Exhibit | Beauté Congo – 1926-2015 – Congo Kitoko

Since 1987, André Magnin, chief curator at Fondation Cartier pour l’art contemporain in Paris, has had a passion for the Congo which stirred his soul to travel the country and experience the people and their arts firsthand. In response to his thirty-year journey, he has organized Beauté Congo – 1926-2015 – Congo Kitoko, a survey of paintings, photographs, sculpture, comics, music, and films now on view at Fondation Cartier, Paris, through November 15, 2015.

Organized chronologically, the exhibition begins in the 1920s, at the birth of modern painting in the Congo, when the nation was still a colony of Belgium. Having just survived the genocidal regime of King Leopold II, under which 10 million Congolese lost their lives, the art of this era had been in the shadows. Magnin obsessively search for work, drawing together pieces that reveal the way of life in the village, the natural world, the dreams and legends of the times.

Djilatendo, Sans titre, c. 1930, Gouache and ink on paper, 24.5 x 18 cm, Musée royal de l’Afrique centrale, Tervuren, HO.0.1.3371

© Djilatendo/Photo © MRAC Tervuren

The exhibition follows through mid-century, when photography was introduced, and became a way of reaffirming one’s social status. Included are works by Jean Depara, a native of Angola who moved to Leopoldville in 1951, who documented the city’s nightlife, bars, and clubs before opening his own studio five years later, as well as works by Oscar Memba Freitas, who made his name photographing the Rumble in the Jungle in 1974: the fight between Muhammad Ali and George Foreman.

The exhibition also features a group of young artists from the 1970s, who defined themselves as “popular painters.” Most had worked as sign painters, and some had made comics before opening their studios in Kinshasa, exhibiting their paintings on walls of their buildings to attract street traffic. The first generation of popular painters including Moke, Pierre Bodo, Chéri Chérin, and Chéri Samba, who stole the spotlight from the artists of the Académie by refusing to imitate European styles as was the academic tradition. Drawing inspiration from daily life, their brightly colored, candid paintings often incorporated humorous texts, reinforcing their critical message, become a voice for the common man and woman.

JP Mika, Kiese na kiese, 2014, Oil and acrylic on fabric, 168.5 x 119 cm, Pas-Chaudoir Collection, Belgique

© JP Mika/Photo © Antoine de Roux

As Magnin recalls in the exhibition catalogue, “I was struck by the freedom, variety, humor and beauty of the paintings that were passing before my eyes. In Africa, only the Congo could inspire such exciting sensuality and radicalism. I was at the heart of an art form that required no theorizing or explanation, revealing a whole new cultural lifestyle by evoking political and social moments, whether tiny or overwhelming….

“In displaying this large number of works, I have strived to invite people on a journey, to prompt an experience of being faced with something they do not know, to fill them with wonder and create a bond that fuses after the initial surprise of these works has passed, or through the shock of that surprise.”

Chéri Samba, Oui, il faut réfléchir, 2014, Acrylic and glitters on canvas, 135 x 200 cm, Collection of the artist

© Chéri Samba/Photo © André Morin

That surprise might be best summed up in the words of Eliki M’Bokolo, who writes in the exhibition catalogue, “The other Congo, beyond the colonial propaganda? Yes, of course it existed!”

Beauté Congo – 1926-2015 – Congo Kitoko is now on view at Fondation Cartier, Paris, through November 15, 2015.
Header: Ambroise Ngaimoko, Euphorie de deux jeunes gens qui se retrouvent, 1972, Gelatin silver print, 27 x 27 cm, Collection of the artist © Ambroise Ngaimoko/Photo © André Morin

Miss Rosen is a New York-based writer, curator, and brand strategist. There is nothing she adores so much as photography and books. A small part of her wishes she had a proper library, like in the game of Clue. Then she could blaze and write soliloquies to her in and out of print loves.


YOUR TASK:
Below are some records; each one is to be set down again exactly.
********
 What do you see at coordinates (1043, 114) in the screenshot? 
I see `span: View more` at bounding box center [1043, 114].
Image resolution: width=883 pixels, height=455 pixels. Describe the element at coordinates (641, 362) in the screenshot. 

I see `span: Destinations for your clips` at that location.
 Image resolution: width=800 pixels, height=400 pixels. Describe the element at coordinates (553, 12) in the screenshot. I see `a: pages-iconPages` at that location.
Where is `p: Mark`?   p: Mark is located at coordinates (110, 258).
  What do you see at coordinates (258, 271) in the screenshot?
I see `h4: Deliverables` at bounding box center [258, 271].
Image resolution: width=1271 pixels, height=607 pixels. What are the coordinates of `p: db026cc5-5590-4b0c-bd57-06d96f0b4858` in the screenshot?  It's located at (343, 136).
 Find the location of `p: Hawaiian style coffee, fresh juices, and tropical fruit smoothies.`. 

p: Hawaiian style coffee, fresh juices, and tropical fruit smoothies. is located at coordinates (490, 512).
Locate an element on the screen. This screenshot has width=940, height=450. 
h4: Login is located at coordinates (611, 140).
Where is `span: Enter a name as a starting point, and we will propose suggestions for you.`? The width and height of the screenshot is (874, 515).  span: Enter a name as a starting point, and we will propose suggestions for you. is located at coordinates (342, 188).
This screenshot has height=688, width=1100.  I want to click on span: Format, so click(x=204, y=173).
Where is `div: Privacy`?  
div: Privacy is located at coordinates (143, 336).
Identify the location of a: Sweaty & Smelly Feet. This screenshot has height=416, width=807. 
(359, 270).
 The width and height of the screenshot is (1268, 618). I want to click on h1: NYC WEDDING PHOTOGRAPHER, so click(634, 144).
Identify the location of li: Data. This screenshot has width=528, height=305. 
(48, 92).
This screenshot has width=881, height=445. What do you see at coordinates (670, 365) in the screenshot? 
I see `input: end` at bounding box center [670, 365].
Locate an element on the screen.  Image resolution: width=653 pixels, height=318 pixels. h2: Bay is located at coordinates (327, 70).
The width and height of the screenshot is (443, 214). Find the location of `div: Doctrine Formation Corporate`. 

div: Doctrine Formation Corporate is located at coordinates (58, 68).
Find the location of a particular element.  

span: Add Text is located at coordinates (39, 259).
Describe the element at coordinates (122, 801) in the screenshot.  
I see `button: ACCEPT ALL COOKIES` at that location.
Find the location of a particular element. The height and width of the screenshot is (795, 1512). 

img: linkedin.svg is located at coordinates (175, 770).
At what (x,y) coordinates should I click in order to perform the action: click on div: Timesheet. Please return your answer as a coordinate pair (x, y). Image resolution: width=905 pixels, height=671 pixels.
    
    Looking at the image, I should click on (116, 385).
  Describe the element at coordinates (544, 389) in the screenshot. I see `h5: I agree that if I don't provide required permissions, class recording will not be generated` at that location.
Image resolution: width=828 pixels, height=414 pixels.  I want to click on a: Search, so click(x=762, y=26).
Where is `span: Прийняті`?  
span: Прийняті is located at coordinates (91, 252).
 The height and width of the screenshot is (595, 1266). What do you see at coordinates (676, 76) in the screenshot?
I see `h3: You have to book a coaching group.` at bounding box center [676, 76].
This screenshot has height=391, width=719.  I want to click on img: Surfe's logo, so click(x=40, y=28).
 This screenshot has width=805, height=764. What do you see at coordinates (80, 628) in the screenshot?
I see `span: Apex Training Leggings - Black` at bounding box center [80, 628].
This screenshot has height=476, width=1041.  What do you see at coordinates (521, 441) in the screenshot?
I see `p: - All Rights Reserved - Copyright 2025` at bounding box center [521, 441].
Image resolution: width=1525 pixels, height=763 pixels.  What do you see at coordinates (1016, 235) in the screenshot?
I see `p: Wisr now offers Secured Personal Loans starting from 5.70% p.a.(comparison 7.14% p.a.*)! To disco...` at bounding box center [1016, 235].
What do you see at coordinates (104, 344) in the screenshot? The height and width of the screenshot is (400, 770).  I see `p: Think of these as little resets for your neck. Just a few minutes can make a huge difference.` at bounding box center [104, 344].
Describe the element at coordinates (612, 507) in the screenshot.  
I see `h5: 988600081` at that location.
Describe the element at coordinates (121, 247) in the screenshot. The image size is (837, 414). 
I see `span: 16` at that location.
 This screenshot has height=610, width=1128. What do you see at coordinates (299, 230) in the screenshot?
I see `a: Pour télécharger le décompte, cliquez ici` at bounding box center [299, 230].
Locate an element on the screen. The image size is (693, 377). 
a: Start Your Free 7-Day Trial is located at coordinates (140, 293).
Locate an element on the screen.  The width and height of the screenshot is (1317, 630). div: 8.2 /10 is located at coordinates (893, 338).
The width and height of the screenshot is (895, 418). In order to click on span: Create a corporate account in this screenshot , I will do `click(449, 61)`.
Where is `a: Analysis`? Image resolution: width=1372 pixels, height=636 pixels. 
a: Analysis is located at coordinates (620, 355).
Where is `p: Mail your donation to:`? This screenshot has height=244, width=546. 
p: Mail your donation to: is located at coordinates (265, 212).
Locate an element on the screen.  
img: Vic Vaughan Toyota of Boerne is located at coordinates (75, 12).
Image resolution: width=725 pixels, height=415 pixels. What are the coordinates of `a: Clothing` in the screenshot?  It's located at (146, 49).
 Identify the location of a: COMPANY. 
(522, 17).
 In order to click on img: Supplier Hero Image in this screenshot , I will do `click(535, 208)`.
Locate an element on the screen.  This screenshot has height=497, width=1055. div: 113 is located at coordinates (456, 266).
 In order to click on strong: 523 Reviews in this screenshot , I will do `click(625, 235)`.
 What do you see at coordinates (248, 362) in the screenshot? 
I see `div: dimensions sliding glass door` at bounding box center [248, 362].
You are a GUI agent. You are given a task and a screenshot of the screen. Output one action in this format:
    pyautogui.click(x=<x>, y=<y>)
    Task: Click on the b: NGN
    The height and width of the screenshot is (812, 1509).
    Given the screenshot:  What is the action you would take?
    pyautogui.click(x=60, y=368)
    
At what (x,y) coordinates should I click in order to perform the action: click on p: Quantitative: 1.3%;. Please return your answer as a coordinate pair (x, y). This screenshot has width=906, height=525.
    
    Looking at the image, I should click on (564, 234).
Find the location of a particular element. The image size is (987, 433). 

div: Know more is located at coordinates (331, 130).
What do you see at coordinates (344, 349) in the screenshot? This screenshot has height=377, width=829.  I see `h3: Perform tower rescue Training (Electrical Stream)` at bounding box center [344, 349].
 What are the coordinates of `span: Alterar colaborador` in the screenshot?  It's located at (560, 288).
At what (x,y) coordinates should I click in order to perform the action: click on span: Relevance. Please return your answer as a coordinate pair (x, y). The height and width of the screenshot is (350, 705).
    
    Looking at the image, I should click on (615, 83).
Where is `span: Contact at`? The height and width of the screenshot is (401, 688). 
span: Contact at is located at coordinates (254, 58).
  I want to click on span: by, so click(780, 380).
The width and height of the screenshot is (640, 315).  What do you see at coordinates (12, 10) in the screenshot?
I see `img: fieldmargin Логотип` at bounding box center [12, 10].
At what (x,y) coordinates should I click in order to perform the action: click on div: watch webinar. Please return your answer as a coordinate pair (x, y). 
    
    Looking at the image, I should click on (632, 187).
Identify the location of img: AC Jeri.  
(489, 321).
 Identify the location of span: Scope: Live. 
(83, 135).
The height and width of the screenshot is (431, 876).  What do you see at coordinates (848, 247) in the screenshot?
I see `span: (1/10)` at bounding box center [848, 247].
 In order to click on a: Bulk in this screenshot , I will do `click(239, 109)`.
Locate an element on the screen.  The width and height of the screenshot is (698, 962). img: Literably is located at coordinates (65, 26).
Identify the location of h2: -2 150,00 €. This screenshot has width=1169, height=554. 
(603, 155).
********
RESPONSE BOX:
 What do you see at coordinates (1043, 114) in the screenshot? 
I see `span: View more` at bounding box center [1043, 114].
Image resolution: width=883 pixels, height=455 pixels. Describe the element at coordinates (641, 362) in the screenshot. 

I see `span: Destinations for your clips` at that location.
 Image resolution: width=800 pixels, height=400 pixels. Describe the element at coordinates (553, 12) in the screenshot. I see `a: pages-iconPages` at that location.
Where is `p: Mark`?   p: Mark is located at coordinates (110, 258).
  What do you see at coordinates (258, 271) in the screenshot?
I see `h4: Deliverables` at bounding box center [258, 271].
Image resolution: width=1271 pixels, height=607 pixels. What are the coordinates of `p: db026cc5-5590-4b0c-bd57-06d96f0b4858` in the screenshot?  It's located at (343, 136).
 Find the location of `p: Hawaiian style coffee, fresh juices, and tropical fruit smoothies.`. 

p: Hawaiian style coffee, fresh juices, and tropical fruit smoothies. is located at coordinates (490, 512).
Locate an element on the screen. This screenshot has width=940, height=450. 
h4: Login is located at coordinates (611, 140).
Where is `span: Enter a name as a starting point, and we will propose suggestions for you.`? The width and height of the screenshot is (874, 515).  span: Enter a name as a starting point, and we will propose suggestions for you. is located at coordinates (342, 188).
This screenshot has height=688, width=1100.  I want to click on span: Format, so click(x=204, y=173).
Where is `div: Privacy`?  
div: Privacy is located at coordinates (143, 336).
Identify the location of a: Sweaty & Smelly Feet. This screenshot has height=416, width=807. 
(359, 270).
 The width and height of the screenshot is (1268, 618). I want to click on h1: NYC WEDDING PHOTOGRAPHER, so click(634, 144).
Identify the location of li: Data. This screenshot has width=528, height=305. 
(48, 92).
This screenshot has width=881, height=445. What do you see at coordinates (670, 365) in the screenshot? 
I see `input: end` at bounding box center [670, 365].
Locate an element on the screen.  Image resolution: width=653 pixels, height=318 pixels. h2: Bay is located at coordinates (327, 70).
The width and height of the screenshot is (443, 214). Find the location of `div: Doctrine Formation Corporate`. 

div: Doctrine Formation Corporate is located at coordinates (58, 68).
Find the location of a particular element.  

span: Add Text is located at coordinates (39, 259).
Describe the element at coordinates (122, 801) in the screenshot.  
I see `button: ACCEPT ALL COOKIES` at that location.
Find the location of a particular element. The height and width of the screenshot is (795, 1512). 

img: linkedin.svg is located at coordinates (175, 770).
At what (x,y) coordinates should I click in order to perform the action: click on div: Timesheet. Please return your answer as a coordinate pair (x, y). Image resolution: width=905 pixels, height=671 pixels.
    
    Looking at the image, I should click on (116, 385).
  Describe the element at coordinates (544, 389) in the screenshot. I see `h5: I agree that if I don't provide required permissions, class recording will not be generated` at that location.
Image resolution: width=828 pixels, height=414 pixels.  I want to click on a: Search, so click(x=762, y=26).
Where is `span: Прийняті`?  
span: Прийняті is located at coordinates (91, 252).
 The height and width of the screenshot is (595, 1266). What do you see at coordinates (676, 76) in the screenshot?
I see `h3: You have to book a coaching group.` at bounding box center [676, 76].
This screenshot has height=391, width=719.  I want to click on img: Surfe's logo, so click(x=40, y=28).
 This screenshot has width=805, height=764. What do you see at coordinates (80, 628) in the screenshot?
I see `span: Apex Training Leggings - Black` at bounding box center [80, 628].
This screenshot has height=476, width=1041.  What do you see at coordinates (521, 441) in the screenshot?
I see `p: - All Rights Reserved - Copyright 2025` at bounding box center [521, 441].
Image resolution: width=1525 pixels, height=763 pixels.  What do you see at coordinates (1016, 235) in the screenshot?
I see `p: Wisr now offers Secured Personal Loans starting from 5.70% p.a.(comparison 7.14% p.a.*)! To disco...` at bounding box center [1016, 235].
What do you see at coordinates (104, 344) in the screenshot? The height and width of the screenshot is (400, 770).  I see `p: Think of these as little resets for your neck. Just a few minutes can make a huge difference.` at bounding box center [104, 344].
Describe the element at coordinates (612, 507) in the screenshot.  
I see `h5: 988600081` at that location.
Describe the element at coordinates (121, 247) in the screenshot. The image size is (837, 414). 
I see `span: 16` at that location.
 This screenshot has height=610, width=1128. What do you see at coordinates (299, 230) in the screenshot?
I see `a: Pour télécharger le décompte, cliquez ici` at bounding box center [299, 230].
Locate an element on the screen. The image size is (693, 377). 
a: Start Your Free 7-Day Trial is located at coordinates (140, 293).
Locate an element on the screen.  The width and height of the screenshot is (1317, 630). div: 8.2 /10 is located at coordinates (893, 338).
The width and height of the screenshot is (895, 418). In order to click on span: Create a corporate account in this screenshot , I will do `click(449, 61)`.
Where is `a: Analysis`? Image resolution: width=1372 pixels, height=636 pixels. 
a: Analysis is located at coordinates (620, 355).
Where is `p: Mail your donation to:`? This screenshot has height=244, width=546. 
p: Mail your donation to: is located at coordinates (265, 212).
Locate an element on the screen.  
img: Vic Vaughan Toyota of Boerne is located at coordinates (75, 12).
Image resolution: width=725 pixels, height=415 pixels. What are the coordinates of `a: Clothing` in the screenshot?  It's located at (146, 49).
 Identify the location of a: COMPANY. 
(522, 17).
 In order to click on img: Supplier Hero Image in this screenshot , I will do `click(535, 208)`.
Locate an element on the screen.  This screenshot has height=497, width=1055. div: 113 is located at coordinates (456, 266).
 In order to click on strong: 523 Reviews in this screenshot , I will do `click(625, 235)`.
 What do you see at coordinates (248, 362) in the screenshot? 
I see `div: dimensions sliding glass door` at bounding box center [248, 362].
You are a GUI agent. You are given a task and a screenshot of the screen. Output one action in this format:
    pyautogui.click(x=<x>, y=<y>)
    Task: Click on the b: NGN
    The height and width of the screenshot is (812, 1509).
    Given the screenshot:  What is the action you would take?
    pyautogui.click(x=60, y=368)
    
At what (x,y) coordinates should I click in order to perform the action: click on p: Quantitative: 1.3%;. Please return your answer as a coordinate pair (x, y). This screenshot has width=906, height=525.
    
    Looking at the image, I should click on (564, 234).
Find the location of a particular element. The image size is (987, 433). 

div: Know more is located at coordinates (331, 130).
What do you see at coordinates (344, 349) in the screenshot? This screenshot has height=377, width=829.  I see `h3: Perform tower rescue Training (Electrical Stream)` at bounding box center [344, 349].
 What are the coordinates of `span: Alterar colaborador` in the screenshot?  It's located at (560, 288).
At what (x,y) coordinates should I click in order to perform the action: click on span: Relevance. Please return your answer as a coordinate pair (x, y). The height and width of the screenshot is (350, 705).
    
    Looking at the image, I should click on (615, 83).
Where is `span: Contact at`? The height and width of the screenshot is (401, 688). 
span: Contact at is located at coordinates (254, 58).
  I want to click on span: by, so click(780, 380).
The width and height of the screenshot is (640, 315).  What do you see at coordinates (12, 10) in the screenshot?
I see `img: fieldmargin Логотип` at bounding box center [12, 10].
At what (x,y) coordinates should I click in order to perform the action: click on div: watch webinar. Please return your answer as a coordinate pair (x, y). 
    
    Looking at the image, I should click on (632, 187).
Identify the location of img: AC Jeri.  
(489, 321).
 Identify the location of span: Scope: Live. 
(83, 135).
The height and width of the screenshot is (431, 876).  What do you see at coordinates (848, 247) in the screenshot?
I see `span: (1/10)` at bounding box center [848, 247].
 In order to click on a: Bulk in this screenshot , I will do `click(239, 109)`.
Locate an element on the screen.  The width and height of the screenshot is (698, 962). img: Literably is located at coordinates (65, 26).
Identify the location of h2: -2 150,00 €. This screenshot has width=1169, height=554. 
(603, 155).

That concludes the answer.